Named Rainforest customers include:

  • Hint Health, a direct-primary-care platform
  • RoadSync, a logistics payments network
  • d-tools, a system integrator software vendor
  • QuoteMachine, a retail proposal platform
  • ProLine and Materio, field-services and design tools

For SaaS platforms in regulated or workflow-heavy verticals, Rainforest’s narrower focus can be an advantage; the product team is reasoning about the same integration problems software companies face, rather than balancing platform needs against a much larger direct-merchant book. The trade-off is scale and global reach. Rainforest is U.S.-centric, the merchant base is smaller than Worldpay’s or Stripe’s, and platforms processing material volume outside the United States will hit limits faster than they would at a multinational acquirer. For domestic vertical SaaS in B2B and healthcare-adjacent categories, those constraints rarely bind, and the platform-first product orientation often translates into faster integration cycles than at larger competitors.

Recommended reading: Payment Processing: Understanding Its Definition and Importance

4. Tilled

Tilled is a PayFac-as-a-Service provider that built its pitch on transparent pricing and aggressive revenue share. Its commercial model centers on a published settlement fee of 0.07% plus $0.05 per transaction layered on top of interchange, with the platform receiving roughly 66% of the resulting net processing margin. That is meaningfully more generous than the default split offered by managed PayFacs that price on a blended 2.9% plus 30 cents.

The pricing structure is interchange-plus rather than flat-rate, which gives platforms an honest view of what each card type costs to accept and a real margin to monetize. Tilled positions itself directly against Stripe, Square, and Braintree for SaaS teams that have outgrown a blended model and want PayFac economics without taking on the registration cost themselves. The company was acquired by Canadian payments firm Nuvei in 2023, which gave it the balance-sheet depth to underwrite larger platforms while keeping the original developer-facing product intact.
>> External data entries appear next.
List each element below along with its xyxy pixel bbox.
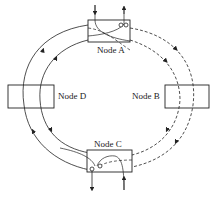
port-icon xyxy=(124,23,128,27)
port-icon xyxy=(98,164,102,168)
arrow-icon xyxy=(176,140,177,142)
arrow-icon xyxy=(50,128,51,130)
node-d xyxy=(8,85,54,108)
node-c xyxy=(60,148,132,190)
ring-network-diagram: Node A Node D Node B Node C xyxy=(0,0,211,201)
arrow-icon xyxy=(167,128,168,130)
node-b-label: Node B xyxy=(132,91,160,101)
arrow-icon xyxy=(55,58,56,60)
node-b xyxy=(165,85,209,108)
node-d-label: Node D xyxy=(58,91,87,101)
node-a xyxy=(88,5,130,50)
port-icon xyxy=(119,23,123,27)
port-icon xyxy=(90,167,94,171)
node-a-label: Node A xyxy=(97,45,125,55)
node-c-label: Node C xyxy=(94,139,122,149)
arrow-icon xyxy=(42,50,43,53)
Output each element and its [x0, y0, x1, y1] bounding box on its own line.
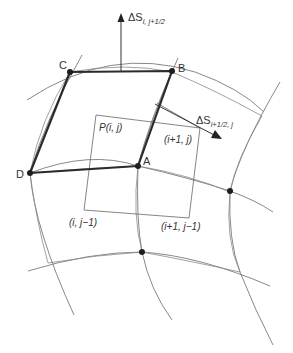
surface-vector-north-label: ΔSi, j+1/2 — [128, 11, 166, 26]
surface-vector-north-arrowhead — [118, 13, 125, 22]
grid-node-south — [139, 249, 145, 255]
mesh-diagram: A B C D P(i, j) (i+1, j) (i, j−1) (i+1, … — [0, 0, 293, 353]
diagram-canvas: A B C D P(i, j) (i+1, j) (i, j−1) (i+1, … — [0, 0, 293, 353]
vertex-label-d: D — [16, 168, 24, 180]
surface-vector-north-symbol: ΔS — [128, 11, 143, 23]
vertex-node-a — [135, 163, 141, 169]
vertex-label-a: A — [143, 155, 151, 167]
cv-label-southeast: (i+1, j−1) — [161, 221, 200, 232]
surface-vector-north-subscript: i, j+1/2 — [143, 17, 166, 26]
cv-label-south: (i, j−1) — [69, 217, 97, 228]
surface-vector-east-label: ΔSi+1/2, j — [196, 114, 233, 129]
grid-line-right — [230, 82, 280, 345]
surface-vector-east-subscript: i+1/2, j — [211, 120, 234, 129]
grid-node-east — [227, 188, 233, 194]
cv-label-center: P(i, j) — [99, 122, 122, 133]
surface-vector-east-symbol: ΔS — [196, 114, 211, 126]
vertex-node-c — [67, 69, 73, 75]
vertex-node-d — [27, 170, 33, 176]
grid-arc-bottom — [28, 252, 270, 286]
cv-label-east: (i+1, j) — [164, 134, 192, 145]
vertex-node-b — [169, 68, 175, 74]
grid-line-center — [138, 58, 179, 320]
vertex-label-c: C — [59, 59, 67, 71]
grid-line-left-inner — [30, 72, 70, 263]
grid-line-left — [30, 55, 82, 315]
grid-arc-middle-inner — [30, 166, 230, 192]
vertex-label-b: B — [178, 62, 185, 74]
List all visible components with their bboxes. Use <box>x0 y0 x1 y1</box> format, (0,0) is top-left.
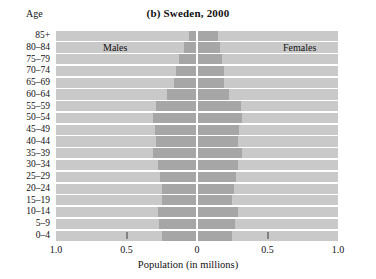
bar-male <box>158 207 197 217</box>
bar-male <box>184 42 197 52</box>
age-group-label: 85+ <box>0 30 53 42</box>
bar-female <box>197 89 229 99</box>
age-group-label: 65–69 <box>0 77 53 89</box>
bar-female <box>197 184 234 194</box>
bar-female <box>197 54 222 64</box>
bar-male <box>156 101 197 111</box>
x-axis: 1.00.500.51.0 <box>56 242 338 258</box>
age-group-label: 30–34 <box>0 159 53 171</box>
bar-male <box>155 125 197 135</box>
age-group-label: 5–9 <box>0 218 53 230</box>
bar-female <box>197 207 238 217</box>
bar-female <box>197 78 224 88</box>
bar-female <box>197 31 218 41</box>
legend-females: Females <box>283 42 316 53</box>
age-group-label: 0–4 <box>0 230 53 242</box>
age-group-label: 10–14 <box>0 206 53 218</box>
x-axis-tick-label: 0.5 <box>261 244 274 255</box>
bar-male <box>160 172 197 182</box>
bar-male <box>167 89 197 99</box>
age-axis-header: Age <box>26 8 43 19</box>
chart-title: (b) Sweden, 2000 <box>0 7 376 19</box>
age-group-label: 20–24 <box>0 183 53 195</box>
bar-male <box>158 160 197 170</box>
x-axis-tick-mark <box>126 232 127 239</box>
legend-males: Males <box>103 42 127 53</box>
bar-female <box>197 101 241 111</box>
bar-female <box>197 42 220 52</box>
zero-axis-line <box>196 30 198 242</box>
age-group-label: 70–74 <box>0 65 53 77</box>
x-axis-tick-label: 1.0 <box>332 244 345 255</box>
plot-area <box>56 30 338 242</box>
x-axis-title: Population (in millions) <box>0 259 376 270</box>
age-group-label: 25–29 <box>0 171 53 183</box>
age-group-label: 15–19 <box>0 195 53 207</box>
age-group-label: 50–54 <box>0 112 53 124</box>
bar-male <box>162 195 197 205</box>
bar-male <box>174 78 197 88</box>
bar-male <box>156 136 197 146</box>
bar-female <box>197 219 235 229</box>
age-group-label: 75–79 <box>0 54 53 66</box>
bar-female <box>197 148 242 158</box>
bar-female <box>197 172 236 182</box>
bar-female <box>197 125 239 135</box>
x-axis-tick-label: 0.5 <box>120 244 133 255</box>
population-pyramid-figure: (b) Sweden, 2000 Age 85+80–8475–7970–746… <box>0 0 376 279</box>
bar-female <box>197 231 232 241</box>
x-axis-tick-label: 0 <box>195 244 200 255</box>
bar-male <box>153 148 197 158</box>
x-axis-tick-mark <box>267 232 268 239</box>
bar-female <box>197 136 238 146</box>
age-group-label: 35–39 <box>0 148 53 160</box>
bar-male <box>162 231 197 241</box>
age-group-label: 60–64 <box>0 89 53 101</box>
bar-male <box>179 54 197 64</box>
bar-female <box>197 66 224 76</box>
bar-male <box>176 66 197 76</box>
bar-male <box>159 219 197 229</box>
age-group-label: 55–59 <box>0 101 53 113</box>
bar-male <box>153 113 197 123</box>
age-group-labels: 85+80–8475–7970–7465–6960–6455–5950–5445… <box>0 30 53 242</box>
bar-female <box>197 113 242 123</box>
age-group-label: 45–49 <box>0 124 53 136</box>
bar-female <box>197 160 238 170</box>
bar-male <box>162 184 197 194</box>
age-group-label: 40–44 <box>0 136 53 148</box>
age-group-label: 80–84 <box>0 42 53 54</box>
bar-female <box>197 195 232 205</box>
x-axis-tick-label: 1.0 <box>50 244 63 255</box>
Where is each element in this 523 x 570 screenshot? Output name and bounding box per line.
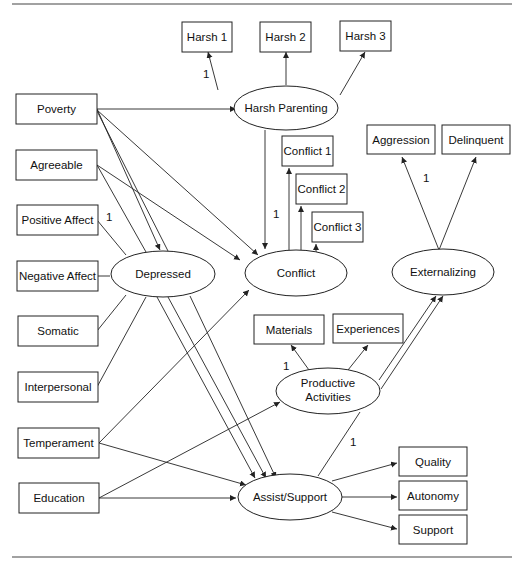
observed-conflict-1: Conflict 1 [282,136,333,166]
observed-temperament: Temperament [18,428,99,458]
observed-materials: Materials [254,315,324,344]
svg-text:Depressed: Depressed [135,268,191,280]
svg-text:Poverty: Poverty [37,103,76,115]
observed-harsh-2: Harsh 2 [260,22,311,52]
svg-text:Activities: Activities [305,391,351,403]
observed-conflict-3: Conflict 3 [312,212,363,242]
observed-negative-affect: Negative Affect [17,261,98,291]
observed-conflict-2: Conflict 2 [296,174,347,204]
svg-text:Conflict: Conflict [277,267,316,279]
svg-text:Harsh 3: Harsh 3 [345,30,385,42]
observed-harsh-1: Harsh 1 [182,22,232,52]
svg-text:Agreeable: Agreeable [30,159,82,171]
svg-text:Interpersonal: Interpersonal [24,381,91,393]
latent-assist-support: Assist/Support [238,474,342,520]
svg-text:Harsh 1: Harsh 1 [187,31,227,43]
observed-aggression: Aggression [367,125,435,154]
svg-text:Harsh 2: Harsh 2 [265,31,305,43]
svg-text:Externalizing: Externalizing [410,266,476,278]
svg-text:Positive Affect: Positive Affect [21,214,94,226]
svg-text:Aggression: Aggression [372,134,430,146]
svg-text:Materials: Materials [266,324,313,336]
observed-delinquent: Delinquent [442,125,510,154]
loading-productive-assist: 1 [350,436,356,448]
observed-quality: Quality [399,447,467,476]
svg-text:Productive: Productive [301,377,355,389]
observed-interpersonal: Interpersonal [18,372,98,402]
latent-conflict: Conflict [245,250,347,296]
svg-text:Delinquent: Delinquent [449,134,505,146]
svg-text:Autonomy: Autonomy [407,490,459,502]
latent-depressed: Depressed [111,251,215,297]
sem-diagram: Harsh 1 Harsh 2 Harsh 3 Poverty Agreeabl… [0,0,523,570]
loading-harsh: 1 [203,68,209,80]
svg-text:Conflict 3: Conflict 3 [314,221,362,233]
svg-text:Support: Support [413,524,454,536]
latent-externalizing: Externalizing [392,249,494,295]
observed-poverty: Poverty [16,94,97,124]
svg-text:Harsh Parenting: Harsh Parenting [244,102,327,114]
svg-text:Negative Affect: Negative Affect [19,270,97,282]
loading-materials: 1 [283,360,289,372]
latent-productive-activities: Productive Activities [276,368,380,414]
loading-aggression: 1 [423,172,429,184]
svg-text:Conflict 2: Conflict 2 [298,183,346,195]
svg-text:Temperament: Temperament [23,437,94,449]
latent-harsh-parenting: Harsh Parenting [234,86,338,130]
observed-harsh-3: Harsh 3 [340,21,391,51]
observed-experiences: Experiences [333,314,403,343]
loading-positive-affect: 1 [106,211,112,223]
observed-education: Education [19,483,99,513]
observed-agreeable: Agreeable [16,150,97,180]
observed-somatic: Somatic [18,316,98,346]
svg-text:Quality: Quality [415,456,451,468]
svg-text:Experiences: Experiences [336,323,400,335]
svg-text:Conflict 1: Conflict 1 [284,145,332,157]
svg-text:Education: Education [33,492,84,504]
svg-text:Assist/Support: Assist/Support [253,491,328,503]
observed-positive-affect: Positive Affect [17,205,98,235]
svg-text:Somatic: Somatic [37,325,79,337]
observed-autonomy: Autonomy [399,481,467,510]
loading-conflict: 1 [273,208,279,220]
observed-support: Support [399,515,467,544]
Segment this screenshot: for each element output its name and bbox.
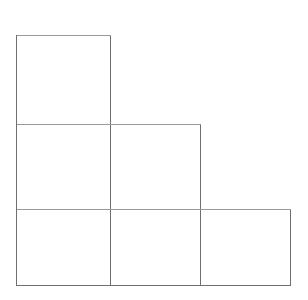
grid-row	[17, 210, 291, 286]
grid-cell-cell-r3c1	[17, 210, 111, 286]
grid-cell-cell-r3c3	[201, 210, 291, 286]
grid-cell-cell-r1c1	[17, 36, 111, 125]
grid-cell-cell-r2c2	[111, 125, 201, 210]
figure-canvas	[0, 0, 308, 300]
grid-row	[17, 125, 201, 210]
cells-layer	[17, 36, 291, 286]
staircase-grid-figure	[0, 0, 308, 300]
grid-cell-cell-r3c2	[111, 210, 201, 286]
grid-row	[17, 36, 111, 125]
grid-cell-cell-r2c1	[17, 125, 111, 210]
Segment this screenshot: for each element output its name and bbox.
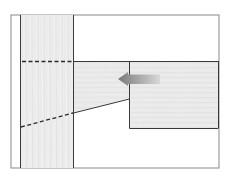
horizontal-rail — [129, 62, 218, 129]
vertical-post — [20, 15, 73, 168]
joint-diagram — [0, 0, 229, 183]
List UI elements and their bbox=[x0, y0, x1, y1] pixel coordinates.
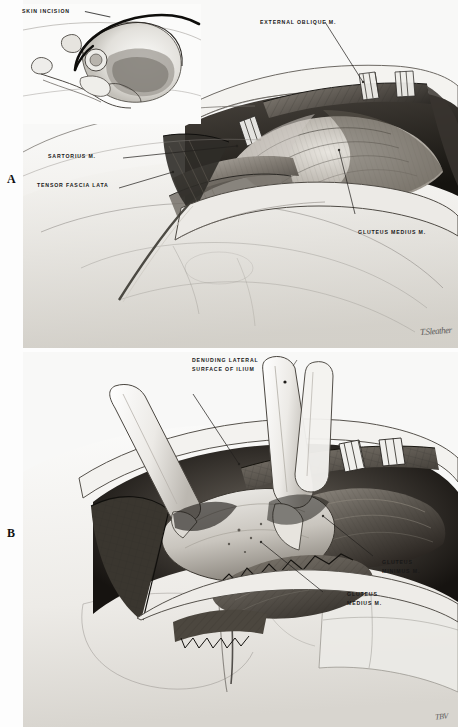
label-gluteus-minimus: GLUTEUS MINIMUS M. bbox=[382, 558, 452, 575]
panel-b: TBV bbox=[23, 352, 458, 727]
label-gluteus-medius-b-line-2: MEDIUS M. bbox=[347, 600, 382, 606]
label-denuding-lateral-surface: DENUDING LATERAL SURFACE OF ILIUM bbox=[192, 356, 312, 373]
label-skin-incision: SKIN INCISION bbox=[22, 7, 70, 16]
figure-page: T.Sleather SKIN INCISION EXTERNAL OBLIQU… bbox=[0, 0, 458, 727]
panel-a: T.Sleather bbox=[23, 0, 458, 348]
label-gluteus-medius-b: GLUTEUS MEDIUS M. bbox=[347, 590, 417, 607]
label-gluteus-medius-a: GLUTEUS MEDIUS M. bbox=[358, 228, 426, 237]
inset-artwork bbox=[23, 4, 201, 124]
label-sartorius: SARTORIUS M. bbox=[48, 152, 96, 161]
label-gluteus-minimus-line-2: MINIMUS M. bbox=[382, 568, 420, 574]
panel-letter-a: A bbox=[7, 172, 16, 187]
panel-b-artwork bbox=[23, 352, 458, 727]
skin-incision-inset bbox=[23, 4, 201, 124]
label-denuding-line-1: DENUDING LATERAL bbox=[192, 357, 259, 363]
label-denuding-line-2: SURFACE OF ILIUM bbox=[192, 366, 255, 372]
label-external-oblique: EXTERNAL OBLIQUE M. bbox=[260, 18, 336, 27]
artist-signature-b: TBV bbox=[435, 712, 448, 722]
label-gluteus-medius-b-line-1: GLUTEUS bbox=[347, 591, 378, 597]
panel-letter-b: B bbox=[7, 526, 15, 541]
label-tensor-fascia-lata: TENSOR FASCIA LATA bbox=[37, 181, 109, 190]
label-gluteus-minimus-line-1: GLUTEUS bbox=[382, 559, 413, 565]
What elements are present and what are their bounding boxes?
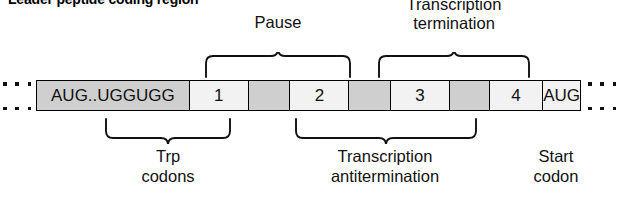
dot — [3, 82, 7, 86]
start-codon-line1: Start — [508, 147, 604, 167]
segment-1: 1 — [189, 81, 248, 110]
trp-codons-brace — [103, 118, 233, 144]
pause-label-text: Pause — [205, 13, 351, 32]
antitermination-line1: Transcription — [285, 147, 485, 167]
ellipsis-left-row-top — [3, 82, 31, 86]
ellipsis-left-row-bottom — [3, 107, 31, 111]
segment-2: 2 — [289, 81, 348, 110]
segment-start-codon: AUG — [542, 81, 580, 110]
transcription-termination-label: Transcription termination — [378, 0, 530, 33]
segment-leader-codons: AUG..UGGUGG — [37, 81, 189, 110]
dot — [28, 82, 32, 86]
mrna-bar: AUG..UGGUGG 1 2 3 4 AUG — [36, 80, 581, 111]
dot — [600, 82, 604, 86]
dot — [15, 107, 19, 111]
segment-3: 3 — [390, 81, 449, 110]
ellipsis-right — [588, 82, 618, 110]
pause-label: Pause — [205, 13, 351, 32]
transcription-antitermination-label: Transcription antitermination — [285, 147, 485, 186]
dot — [28, 107, 32, 111]
termination-label-line2: termination — [378, 14, 530, 33]
start-codon-label: Start codon — [508, 147, 604, 186]
ellipsis-right-row-bottom — [588, 107, 616, 111]
dot — [613, 82, 617, 86]
antitermination-line2: antitermination — [285, 167, 485, 187]
figure-canvas: Leader peptide coding region Pause Trans… — [0, 0, 621, 207]
trp-codons-label: Trp codons — [105, 147, 231, 186]
termination-label-line1: Transcription — [378, 0, 530, 14]
trp-codons-line2: codons — [105, 167, 231, 187]
segment-gap-1-2 — [248, 81, 290, 110]
termination-brace — [376, 52, 532, 78]
segment-gap-3-4 — [449, 81, 489, 110]
segment-4: 4 — [489, 81, 542, 110]
trp-codons-line1: Trp — [105, 147, 231, 167]
dot — [613, 107, 617, 111]
segment-gap-2-3 — [348, 81, 390, 110]
antitermination-brace — [293, 118, 479, 144]
start-codon-line2: codon — [508, 167, 604, 187]
dot — [3, 107, 7, 111]
dot — [588, 82, 592, 86]
dot — [588, 107, 592, 111]
ellipsis-left — [3, 82, 33, 110]
figure-title: Leader peptide coding region — [8, 0, 198, 7]
dot — [600, 107, 604, 111]
ellipsis-right-row-top — [588, 82, 616, 86]
pause-brace — [203, 52, 353, 78]
dot — [15, 82, 19, 86]
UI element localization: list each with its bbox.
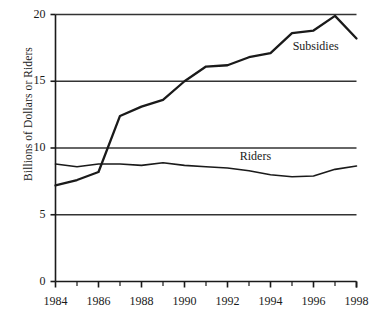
x-tick-label-1994: 1994 <box>251 294 291 309</box>
y-tick-label-0: 0 <box>20 274 46 289</box>
series-line-riders <box>56 163 357 177</box>
y-tick-label-5: 5 <box>20 207 46 222</box>
y-axis-title: Billions of Dollars or Riders <box>22 24 34 204</box>
x-tick-label-1990: 1990 <box>165 294 205 309</box>
y-tick-label-15: 15 <box>20 73 46 88</box>
x-tick-label-1986: 1986 <box>79 294 119 309</box>
y-tick-label-20: 20 <box>20 7 46 22</box>
x-tick-label-1992: 1992 <box>208 294 248 309</box>
y-tick-label-10: 10 <box>20 140 46 155</box>
x-tick-label-1996: 1996 <box>294 294 334 309</box>
x-tick-label-1988: 1988 <box>122 294 162 309</box>
x-tick-label-1998: 1998 <box>337 294 373 309</box>
series-label-riders: Riders <box>240 149 271 164</box>
x-tick-label-1984: 1984 <box>36 294 76 309</box>
series-label-subsidies: Subsidies <box>293 39 339 54</box>
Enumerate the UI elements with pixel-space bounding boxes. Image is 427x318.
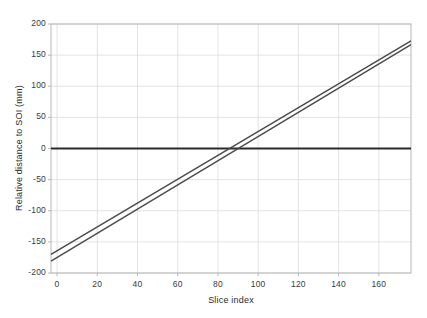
x-tick-label: 60 xyxy=(158,279,198,289)
y-tick-label: -150 xyxy=(15,236,46,246)
x-tick-label: 120 xyxy=(278,279,318,289)
plot-canvas xyxy=(0,0,427,318)
x-tick-label: 20 xyxy=(77,279,117,289)
x-tick-label: 140 xyxy=(319,279,359,289)
y-axis-title: Relative distance to SOI (mm) xyxy=(14,85,24,211)
x-tick-label: 40 xyxy=(117,279,157,289)
x-tick-label: 0 xyxy=(37,279,77,289)
x-tick-label: 160 xyxy=(359,279,399,289)
y-tick-label: 200 xyxy=(15,18,46,28)
chart-figure: 200150100500-50-100-150-200 020406080100… xyxy=(0,0,427,318)
x-tick-label: 80 xyxy=(198,279,238,289)
y-tick-label: -200 xyxy=(15,267,46,277)
y-tick-label: 150 xyxy=(15,49,46,59)
x-tick-label: 100 xyxy=(238,279,278,289)
x-axis-title: Slice index xyxy=(171,295,291,305)
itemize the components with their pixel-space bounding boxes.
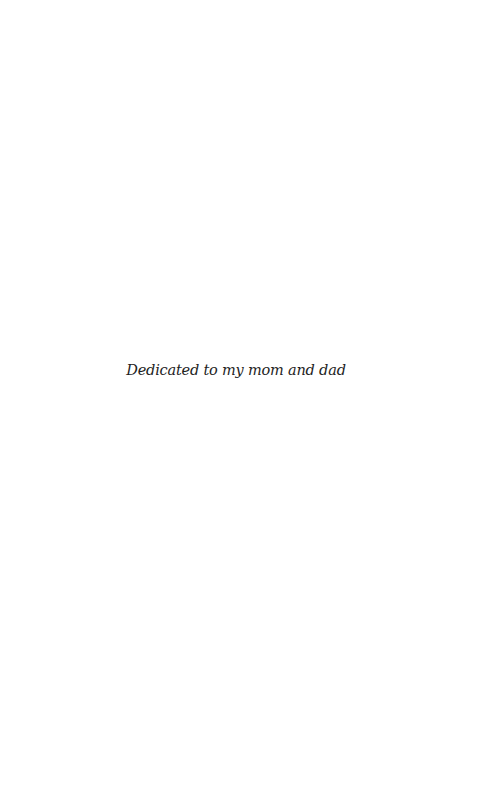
dedication-text: Dedicated to my mom and dad <box>0 362 486 378</box>
dedication-page: Dedicated to my mom and dad <box>0 0 486 812</box>
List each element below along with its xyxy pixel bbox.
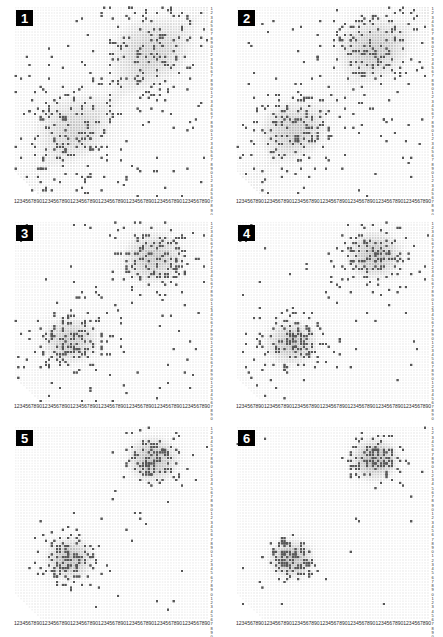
y-axis-labels-6: 1234567890123456789012345678901234567890… — [430, 426, 435, 631]
x-axis-labels-4: 1234567890123456789012345678901234567890… — [236, 403, 430, 409]
panel-2: 2 12345678901234567890123456789012345678… — [222, 0, 443, 215]
panel-badge-6: 6 — [238, 430, 255, 446]
plot-area-4 — [236, 221, 429, 402]
plot-area-5 — [14, 426, 208, 619]
panel-badge-2: 2 — [238, 10, 255, 26]
y-axis-labels-5: 1234567890123456789012345678901234567890… — [209, 426, 214, 631]
panel-badge-3: 3 — [16, 225, 33, 241]
panel-1: 1 12345678901234567890123456789012345678… — [0, 0, 222, 215]
y-axis-labels-1: 1234567890123456789012345678901234567890… — [209, 6, 214, 206]
x-axis-labels-5: 1234567890123456789012345678901234567890… — [14, 620, 210, 626]
x-axis-labels-2: 1234567890123456789012345678901234567890… — [236, 198, 430, 204]
x-axis-labels-1: 1234567890123456789012345678901234567890… — [14, 198, 210, 204]
plot-area-1 — [14, 6, 208, 197]
plot-area-3 — [14, 221, 208, 402]
x-axis-labels-3: 1234567890123456789012345678901234567890… — [14, 403, 210, 409]
panel-badge-4: 4 — [238, 225, 255, 241]
panel-4: 4 12345678901234567890123456789012345678… — [222, 215, 443, 420]
x-axis-labels-6: 1234567890123456789012345678901234567890… — [236, 620, 430, 626]
y-axis-labels-4: 1234567890123456789012345678901234567890… — [430, 221, 435, 401]
panel-6: 6 12345678901234567890123456789012345678… — [222, 420, 443, 637]
panel-badge-1: 1 — [16, 10, 33, 26]
plot-area-6 — [236, 426, 429, 619]
panel-badge-5: 5 — [16, 430, 33, 446]
plot-area-2 — [236, 6, 429, 197]
panel-grid: 1 12345678901234567890123456789012345678… — [0, 0, 443, 637]
panel-3: 3 12345678901234567890123456789012345678… — [0, 215, 222, 420]
y-axis-labels-2: 1234567890123456789012345678901234567890… — [430, 6, 435, 206]
panel-5: 5 12345678901234567890123456789012345678… — [0, 420, 222, 637]
y-axis-labels-3: 1234567890123456789012345678901234567890… — [209, 221, 214, 401]
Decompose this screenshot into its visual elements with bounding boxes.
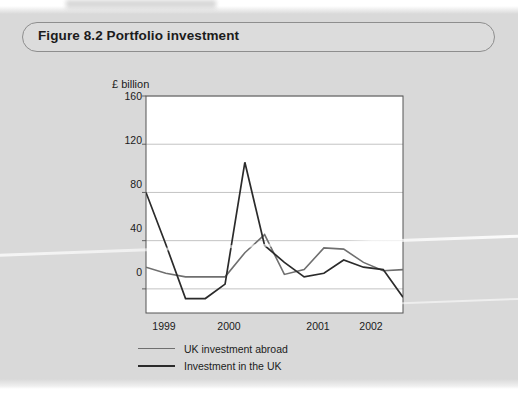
legend-line-icon-series-1	[138, 365, 175, 367]
legend-line-icon-series-0	[138, 348, 175, 349]
legend-label-series-0: UK investment abroad	[184, 343, 288, 355]
chart-canvas	[22, 58, 495, 388]
page-bottom-fade	[0, 379, 518, 389]
legend-item-uk-investment-abroad: UK investment abroad	[138, 340, 288, 357]
figure-title: Figure 8.2 Portfolio investment	[38, 28, 239, 43]
scanned-page-panel: Figure 8.2 Portfolio investment £ billio…	[0, 6, 518, 389]
plot-background	[146, 96, 403, 313]
figure-page: Figure 8.2 Portfolio investment £ billio…	[0, 0, 518, 409]
line-chart: £ billion 160 120 80 40 0 1999 2000 2001…	[22, 58, 495, 388]
chart-legend: UK investment abroad Investment in the U…	[138, 340, 288, 374]
legend-item-investment-in-the-uk: Investment in the UK	[138, 357, 288, 374]
legend-label-series-1: Investment in the UK	[184, 360, 281, 372]
y-tick-marks	[142, 96, 146, 289]
figure-body: £ billion 160 120 80 40 0 1999 2000 2001…	[22, 58, 495, 388]
scan-smudge	[66, 0, 216, 8]
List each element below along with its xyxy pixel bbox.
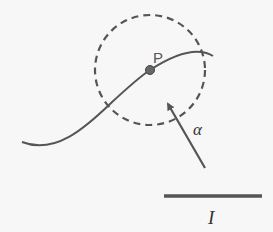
bar-label: I — [207, 207, 216, 228]
arrow-label: α — [193, 120, 203, 139]
point-p — [146, 66, 155, 75]
diagram-svg: P α I — [0, 0, 273, 232]
point-label: P — [153, 49, 163, 66]
diagram-canvas: P α I — [0, 0, 273, 232]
The natural fit is a SaaS company that already has a mature merchant base, predictable volume, and enough internal payments knowledge to reason about interchange and margin rather than asking for a single all-in rate. Smaller platforms or teams looking for a fully managed service with concierge support often choose a different vendor, since Tilled’s lean operating model puts more of the integration and merchant-management burden on the platform. For a platform that wants the math of being a PayFac without becoming one, Tilled is one of the cleaner options in the U.S. market. The Nuvei ownership also opens an upgrade path for platforms that eventually need international acquiring or alternative payment methods that Tilled’s standalone product does not cover, which removes some of the ceiling concerns associated with picking a smaller provider. Published settlement-fee math also makes financial modeling easier for founders building a payments business case for their board.